SPOILER ALERT: the following article contains massive spoilers, including the ending. If you have not yet seen the movie, proceed at your own risk, or better, come back to this article later!

Directed by Kevin Macdonald and based on the NY Times best-selling memoir “Guantánamo Diary” by Mohamedou Ould Slahi, this is the inspiring true story of Slahi’s fight for freedom after being detained and imprisoned without charge by the U.S. Government for years. Alone and afraid, Slahi (Tahar Rahim) finds allies in defense attorney Nancy Hollander (Jodie Foster) and her associate Teri Duncan (Shailene Woodley) who battle the U.S. government in a fight for justice that tests their commitment to the law and their client at every turn. Their controversial advocacy, along with evidence uncovered by a formidable military prosecutor, Lt. Colonel Stuart Couch (Benedict Cumberbatch), uncovers shocking truths and ultimately proves that the human spirit cannot be locked up.

SPOILERS AHEAD

The Mauritanian Plot Summary and Synopsis

Based on a true story.

November 2001, Mohamedou Ould Slahi is in Mauritania, two months after 9/11. A Mauritanian policeman tells Mohamedou that Americans want to have a talk with him. Mohamedou agrees to go with them.

Albuquerque, New Mexico, February 2005, lawyer Nancy Hollander is told by French lawyer Emmanuel that a lawyer from Mauritania approached his firm in Paris on behalf of Mohamedou’s family.

They haven’t seen Mohamedou since he was arrested three years ago and only just found out in a newspaper that he is being held by the US at Guantánamo Bay in Cuba and is accused of being one of the organizers of 9/11. Emmanuel asks Nancy to look into it because she has security clearance from a previous case and can ask questions he can’t. Nancy agrees to check.

At a Naval Law Conference in New Orleans, Marine Prosecutor Stuart Couch is told by Colonel Bill Seidel, about Mohamedou case they want him to prosecute, who they say fought with Al-Qaeda in the 90s and then recruited for them in Germany, and says it was Mohamedou who recruited the terrorist who flew Stu’s friend’s plane into the tower.

Nancy and Teri fly down to Guantánamo to meet Mohamedou. Mohamedou agrees to hire them as his lawyers. Meanwhile, Stu tells his team to go through all the intel reports they have to corroborate the story against Mohamedou.

Nancy finds out through Mohamedou’s letter which she received from him while Stu looks at the MFR (Memorandum for the Record), showing what exactly happened. The letter and reports talk about enhanced torture and treatment including sexual assault with Mohamedou by the Guantanamo guards as ordered by General Mandel. General Mandel had also threatened him with the arrest and rape of his mother. Thus, to save his mother, Mohamedou gave false confession about being a terrorist.

December 2009, at trial Mohamedou, is able to testify over video link to the court. March 2010, Mohamedou gets a letter and finds out his case was successful, and the judge has ordered that he be released.

The on-screen text says that it would actually be another 7 years before he was released because the government appealed. His mother died in 2013, and he never saw her again.

He was finally released in 2016, having spent 14 years in prison without ever being charged.

The Mauritanian Ending

Finally, footage of the real Mohamedou arriving back in Mauritania is shown. The on-screen text says Mohamedou lives in Mauritania and got married in 2018 to an American lawyer. They have a baby son, Ahmed, but haven’t been able to live together as a family and are hoping a country will grant them protection and citizenship.

Nancy and Teri are still lawyers working against injustice, and we see footage of Mohamedou giving them necklaces with their names in Arabic.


Skip the pictures and give back the rest of the listing exactly.
• • •
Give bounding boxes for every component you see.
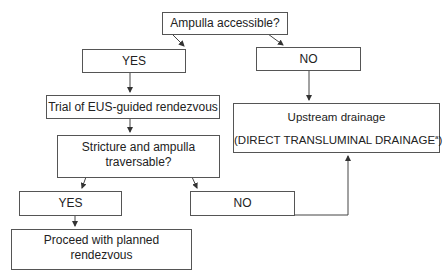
node-label-line1: Stricture and ampulla — [58, 140, 219, 155]
node-no-stricture: NO — [190, 191, 295, 216]
arrow-ampulla-to-no — [268, 34, 283, 45]
node-ampulla-accessible: Ampulla accessible? — [162, 12, 288, 35]
node-label: Proceed with planned rendezvous — [44, 233, 159, 262]
arrow-stricture-to-no — [192, 177, 197, 188]
node-label: NO — [234, 196, 252, 211]
node-title: Upstream drainage — [234, 110, 439, 125]
node-subtitle: (DIRECT TRANSLUMINAL DRAINAGEa) — [234, 133, 439, 148]
node-label-line2: traversable? — [58, 155, 219, 170]
node-yes-stricture: YES — [19, 191, 122, 216]
node-label: YES — [58, 196, 82, 211]
subtitle-text: (DIRECT TRANSLUMINAL DRAINAGE — [234, 134, 435, 146]
node-yes-ampulla: YES — [82, 49, 186, 73]
node-label: YES — [122, 54, 146, 69]
node-label: NO — [300, 52, 318, 67]
node-upstream-drainage: Upstream drainage (DIRECT TRANSLUMINAL D… — [233, 103, 440, 153]
node-proceed-rendezvous: Proceed with planned rendezvous — [11, 229, 192, 270]
node-stricture-traversable: Stricture and ampulla traversable? — [57, 135, 220, 178]
node-trial-eus-rendezvous: Trial of EUS-guided rendezvous — [46, 95, 220, 119]
node-label: Trial of EUS-guided rendezvous — [48, 100, 218, 115]
subtitle-close: ) — [438, 134, 442, 146]
node-label: Ampulla accessible? — [170, 16, 279, 31]
arrow-no-to-upstream-2 — [295, 156, 348, 215]
arrow-stricture-to-yes — [82, 177, 86, 188]
arrow-ampulla-to-yes — [172, 34, 184, 46]
node-no-ampulla: NO — [256, 47, 361, 71]
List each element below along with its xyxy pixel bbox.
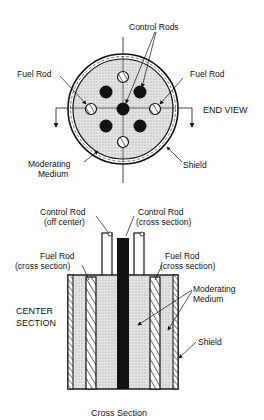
label-control-rod-off-2: (off center) bbox=[44, 217, 85, 227]
label-fuel-rod-right-2: (cross section) bbox=[160, 261, 215, 271]
center-section-title-1: CENTER bbox=[16, 306, 54, 316]
cross-section-view: Control Rod (off center) Control Rod (cr… bbox=[15, 207, 236, 418]
label-fuel-rod-right-1: Fuel Rod bbox=[165, 251, 200, 261]
control-rod bbox=[100, 86, 113, 99]
label-fuel-rod-left: Fuel Rod bbox=[17, 69, 52, 79]
label-shield: Shield bbox=[183, 160, 207, 170]
fuel-rod bbox=[118, 72, 129, 83]
shield-left bbox=[68, 275, 73, 389]
reactor-diagram: Control Rods Fuel Rod Fuel Rod END VIEW … bbox=[0, 0, 264, 420]
label-control-rod-off-1: Control Rod bbox=[40, 207, 86, 217]
label-moderating-medium-1: Moderating bbox=[193, 284, 236, 294]
label-control-rods: Control Rods bbox=[129, 22, 179, 32]
label-fuel-rod-left-2: (cross section) bbox=[15, 261, 70, 271]
shield-right bbox=[173, 275, 178, 389]
end-view-title: END VIEW bbox=[203, 105, 248, 115]
fuel-rod-right bbox=[150, 104, 161, 115]
cross-section-caption: Cross Section bbox=[91, 408, 147, 418]
label-control-rod-cross-1: Control Rod bbox=[138, 207, 184, 217]
control-rod-off-center bbox=[134, 233, 144, 276]
fuel-rod bbox=[118, 137, 129, 148]
control-rod bbox=[134, 86, 147, 99]
end-view: Control Rods Fuel Rod Fuel Rod END VIEW … bbox=[17, 22, 248, 183]
label-shield: Shield bbox=[198, 337, 222, 347]
fuel-rod-right-section bbox=[150, 277, 160, 389]
control-rod-center bbox=[117, 103, 130, 116]
center-section-title-2: SECTION bbox=[16, 318, 56, 328]
control-rod bbox=[134, 120, 147, 133]
fuel-rod-left-section bbox=[86, 277, 96, 389]
control-rod-off-center bbox=[102, 233, 112, 276]
control-rod bbox=[100, 120, 113, 133]
label-fuel-rod-right: Fuel Rod bbox=[190, 69, 225, 79]
label-control-rod-cross-2: (cross section) bbox=[136, 217, 191, 227]
label-moderating-medium-2: Medium bbox=[193, 294, 223, 304]
label-fuel-rod-left-1: Fuel Rod bbox=[40, 251, 75, 261]
label-moderating-medium-1: Moderating bbox=[28, 159, 71, 169]
control-rod-center-section bbox=[117, 238, 129, 389]
fuel-rod-left bbox=[86, 104, 97, 115]
label-moderating-medium-2: Medium bbox=[38, 169, 68, 179]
• • •
→ ANSWER AREA
Give bounding boxes for every component you see.
node-label-line1: Stricture and ampulla — [58, 140, 219, 155]
node-no-stricture: NO — [190, 191, 295, 216]
arrow-ampulla-to-no — [268, 34, 283, 45]
node-ampulla-accessible: Ampulla accessible? — [162, 12, 288, 35]
node-label: Proceed with planned rendezvous — [44, 233, 159, 262]
arrow-stricture-to-no — [192, 177, 197, 188]
node-label: NO — [234, 196, 252, 211]
node-title: Upstream drainage — [234, 110, 439, 125]
node-subtitle: (DIRECT TRANSLUMINAL DRAINAGEa) — [234, 133, 439, 148]
node-label-line2: traversable? — [58, 155, 219, 170]
node-yes-stricture: YES — [19, 191, 122, 216]
node-label: YES — [58, 196, 82, 211]
subtitle-text: (DIRECT TRANSLUMINAL DRAINAGE — [234, 134, 435, 146]
node-yes-ampulla: YES — [82, 49, 186, 73]
node-label: YES — [122, 54, 146, 69]
node-label: NO — [300, 52, 318, 67]
node-upstream-drainage: Upstream drainage (DIRECT TRANSLUMINAL D… — [233, 103, 440, 153]
node-proceed-rendezvous: Proceed with planned rendezvous — [11, 229, 192, 270]
node-stricture-traversable: Stricture and ampulla traversable? — [57, 135, 220, 178]
node-trial-eus-rendezvous: Trial of EUS-guided rendezvous — [46, 95, 220, 119]
node-label: Trial of EUS-guided rendezvous — [48, 100, 218, 115]
subtitle-close: ) — [438, 134, 442, 146]
node-label: Ampulla accessible? — [170, 16, 279, 31]
arrow-no-to-upstream-2 — [295, 156, 348, 215]
arrow-stricture-to-yes — [82, 177, 86, 188]
arrow-ampulla-to-yes — [172, 34, 184, 46]
node-no-ampulla: NO — [256, 47, 361, 71]
List each element below along with its xyxy pixel bbox.
label-control-rod-off-2: (off center) bbox=[44, 217, 85, 227]
label-fuel-rod-right-2: (cross section) bbox=[160, 261, 215, 271]
center-section-title-1: CENTER bbox=[16, 306, 54, 316]
cross-section-view: Control Rod (off center) Control Rod (cr… bbox=[15, 207, 236, 418]
label-fuel-rod-right-1: Fuel Rod bbox=[165, 251, 200, 261]
control-rod bbox=[100, 86, 113, 99]
label-fuel-rod-left: Fuel Rod bbox=[17, 69, 52, 79]
label-shield: Shield bbox=[183, 160, 207, 170]
fuel-rod bbox=[118, 72, 129, 83]
shield-left bbox=[68, 275, 73, 389]
reactor-diagram: Control Rods Fuel Rod Fuel Rod END VIEW … bbox=[0, 0, 264, 420]
label-control-rod-off-1: Control Rod bbox=[40, 207, 86, 217]
label-moderating-medium-1: Moderating bbox=[193, 284, 236, 294]
label-control-rods: Control Rods bbox=[129, 22, 179, 32]
label-fuel-rod-left-2: (cross section) bbox=[15, 261, 70, 271]
shield-right bbox=[173, 275, 178, 389]
end-view-title: END VIEW bbox=[203, 105, 248, 115]
fuel-rod-right bbox=[150, 104, 161, 115]
cross-section-caption: Cross Section bbox=[91, 408, 147, 418]
label-control-rod-cross-1: Control Rod bbox=[138, 207, 184, 217]
control-rod-off-center bbox=[134, 233, 144, 276]
fuel-rod bbox=[118, 137, 129, 148]
control-rod bbox=[134, 86, 147, 99]
end-view: Control Rods Fuel Rod Fuel Rod END VIEW … bbox=[17, 22, 248, 183]
label-shield: Shield bbox=[198, 337, 222, 347]
fuel-rod-right-section bbox=[150, 277, 160, 389]
control-rod-center bbox=[117, 103, 130, 116]
center-section-title-2: SECTION bbox=[16, 318, 56, 328]
control-rod bbox=[134, 120, 147, 133]
fuel-rod-left-section bbox=[86, 277, 96, 389]
control-rod-off-center bbox=[102, 233, 112, 276]
control-rod bbox=[100, 120, 113, 133]
label-fuel-rod-right: Fuel Rod bbox=[190, 69, 225, 79]
label-control-rod-cross-2: (cross section) bbox=[136, 217, 191, 227]
label-moderating-medium-2: Medium bbox=[193, 294, 223, 304]
label-fuel-rod-left-1: Fuel Rod bbox=[40, 251, 75, 261]
label-moderating-medium-1: Moderating bbox=[28, 159, 71, 169]
control-rod-center-section bbox=[117, 238, 129, 389]
fuel-rod-left bbox=[86, 104, 97, 115]
label-moderating-medium-2: Medium bbox=[38, 169, 68, 179]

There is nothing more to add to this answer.